In his book Food of the Gods, McKenna proposed that the transformation from humans' early ancestors Homo erectus to the species Homo sapiens mainly had to do with the addition of the mushroom Psilocybe cubensis in its diet - an event which according to his theory took place in about 100,000 BC (this is when he believed that the species diverged from the Homo genus). He based his theory on the main effects, or alleged effects, produced by the mushroom. One of the effects that comes about from the ingestion of low doses, which agrees with one of scientist Roland Fischer's findings from the late 60s-early 70s, is it significantly improves the visual acuity of humans - so theoretically, of other human-like mammals too. According to McKenna, this effect would have definitely prove to be of evolutionary advantage to humans' omnivorous hunter-gatherer ancestors that would have stumbled upon it "accidentally"; as it would make it easier for them to hunt.
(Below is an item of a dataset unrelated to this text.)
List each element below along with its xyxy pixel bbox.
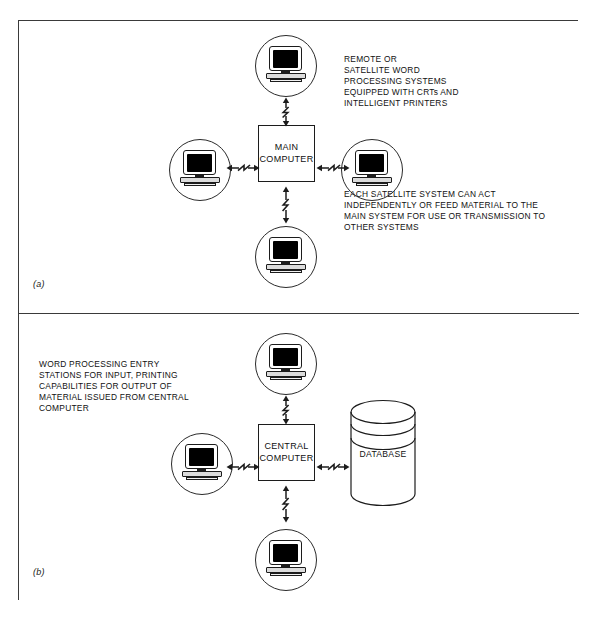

In higher doses, McKenna claims, the mushroom acts as a sexual stimulator, which would make it even more beneficial evolutionarily, as it would result in more offspring.

At even higher doses, the mushroom would have acted to "dissolve boundaries", which would have promoted community-bonding and group sexual activities-that would result in a mixing of genes and therefore greater genetic diversity. Generally McKenna believed that the periodic ingestion of the mushroom would have acted to dissolve the ego in humans before it ever got the chance to grow in destructive proportions. In this context he likened the ego to a cancerous tumor that can grow uncontrollable and become destructive to its host. In his own words: Wherever and whenever the ego function began to form, it was akin to a cancerous tumor or a blockage in the energy of the psyche. The use of psychedelic plants in a context of shamanic initiation dissolved-as it dissolves today-the knotted structure of the ego into undifferentiated feeling, what Eastern philosophy calls the Tao. —Terence McKenna, Food of the Gods The mushroom, according to McKenna, had also given humans their first truly religious experiences (which, as he believed, were the basis for the foundation of all subsequent religions to date). Another factor that McKenna talked about was the mushroom's potency to promote linguistic thinking. This would have promoted vocalisation, which in turn would have acted in cleansing the brain (based on a scientific theory that vibrations from speaking cause the precipitation of impurities from the brain to the cerebrospinal fluid), which would further mutate the brain. All these factors according to McKenna were the most important factors that promoted evolution towards the Homo sapiens species. After this transformation took place, the species would have begun moving out of Africa to populate the rest of the planet Later on, this theory by McKenna was given the name "The 'Stoned Ape' Theory of Human Evolution".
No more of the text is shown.